In this instance, it is saving the whitespace which is seen when it is printed out in at textfile between "EU. " and similarly in html (Simile Exhibit).
I also printed to the command line and here I see a string of aacute. [?]
I thought the obvious way to deal with this was to search and replace the accute. I've tried to do that with a compile statement and I've played with permutations of decoding the incoming text.
Oddly though, when I print "\255" I don't get an aacute, I get an o grave.
It seems likely with this odd combination of errors that I have misunderstood something fundamental. Any tips of how to begin unravelling this?
Many thanks.
The first tip is not to print wildly to all possible output mechanisms using various unstated encodings. Find out exactly what you have got. Do this:
print repr(the_line_with_the_problem) # Python 2.x
print(ascii(the_line_with_the_problem)) # Python 3.x
and edit your question and copy/paste the result.

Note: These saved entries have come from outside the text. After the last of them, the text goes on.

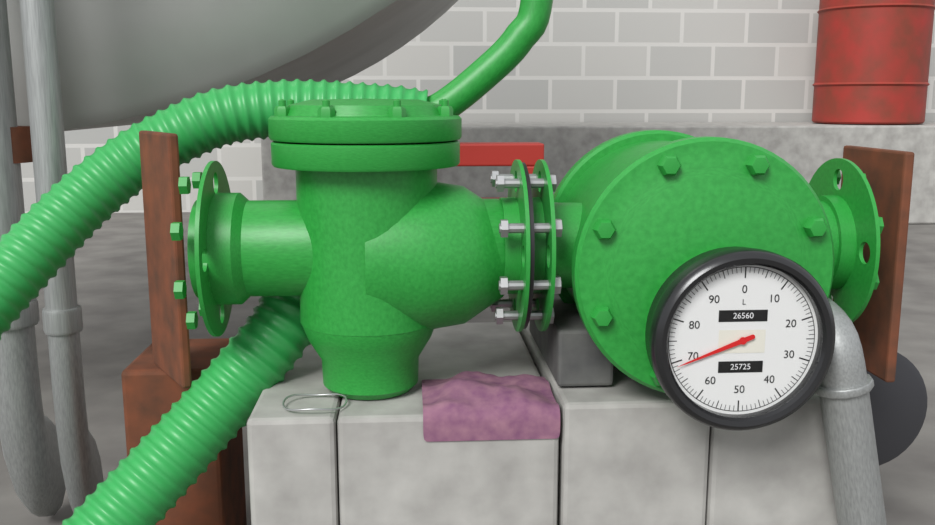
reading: 69 L
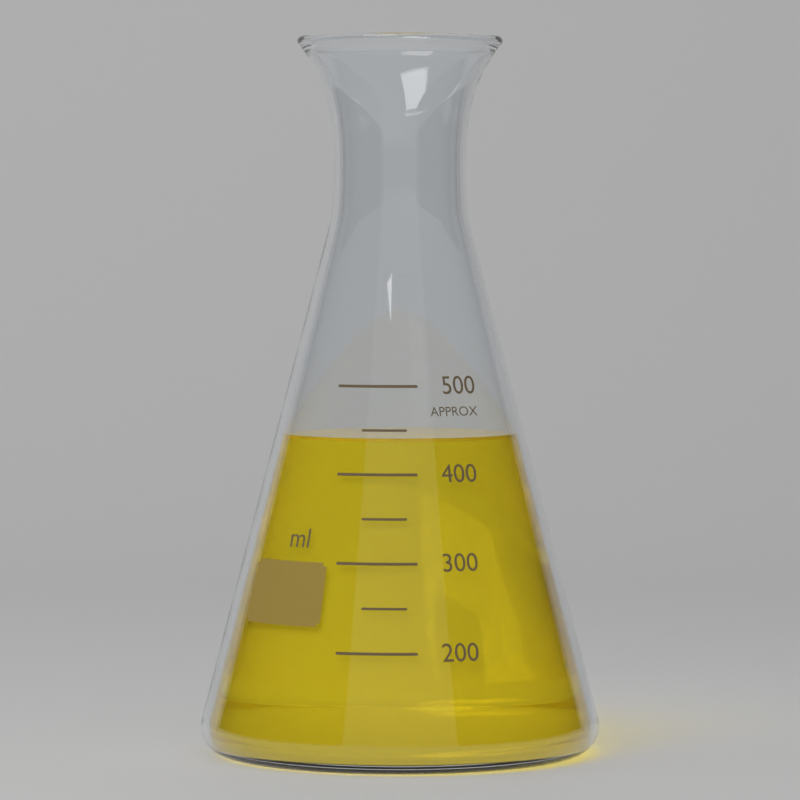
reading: 440 ml
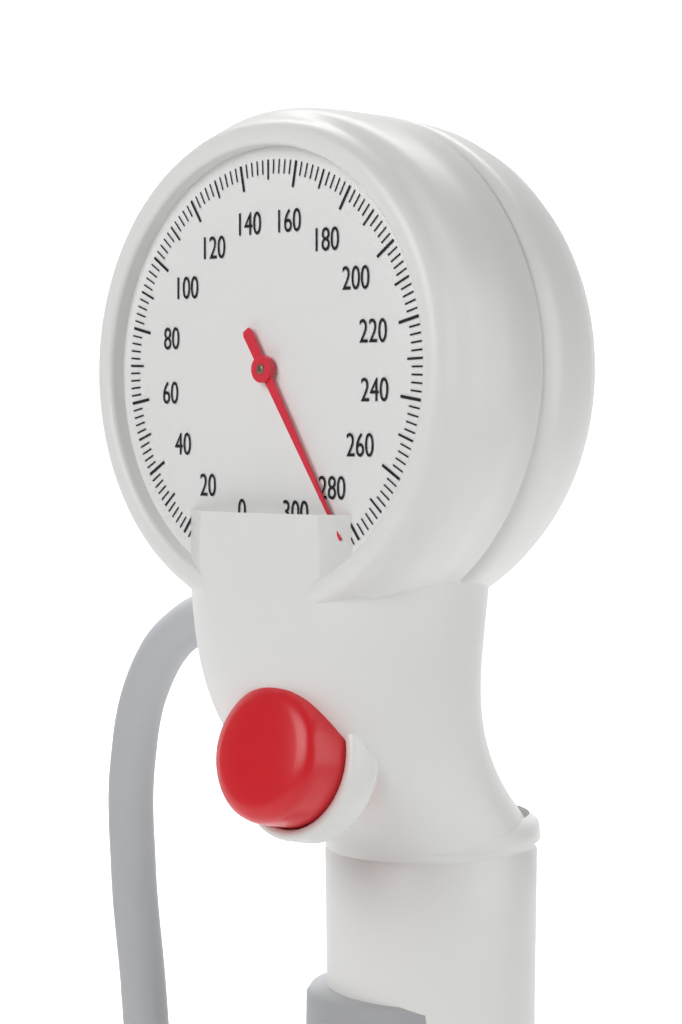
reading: 284 mmHg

Second tip: When asking for help, give information about your environment:
What version of Python? What version of what operating system?
Also show locale-related info; following example is from my computer running Python 2.7 in a Windows 7 Command Prompt window::
>>> import sys, locale
>>> sys.getdefaultencoding()
'ascii'
>>> sys.stdout.encoding
'cp850'
>>> locale.getdefaultlocale()
('en_AU', 'cp1252')
>>>
Third tip: Don't use your own jargon ... the concepts "Simile Exhibit", "printed to the command line", and "compile statement" need explanation.
What is the relevance of "\255"? Where did you get that from?
Wild guesses while waiting for some facts to emerge:
(1) The offending character is U+00A0 NO-BREAK SPACE aka NBSP which appears in your text as "\xA0" and when sent to stdout in a Western European locale on Windows using a Command Prompt window would be treated as being encoded in cp850 and thus appear as a-acute. How this could be transmogrified into o-grave is a mystery.
(2) "\255" == \xAD implies the offending character is U+00AD SOFT HYPHEN but why this would be seen as o-grave is a mystery, and it's not "whitespace"; it shouldn't be shown at all, and it it is shown it should be as a hyphen/minus-sign, not a space.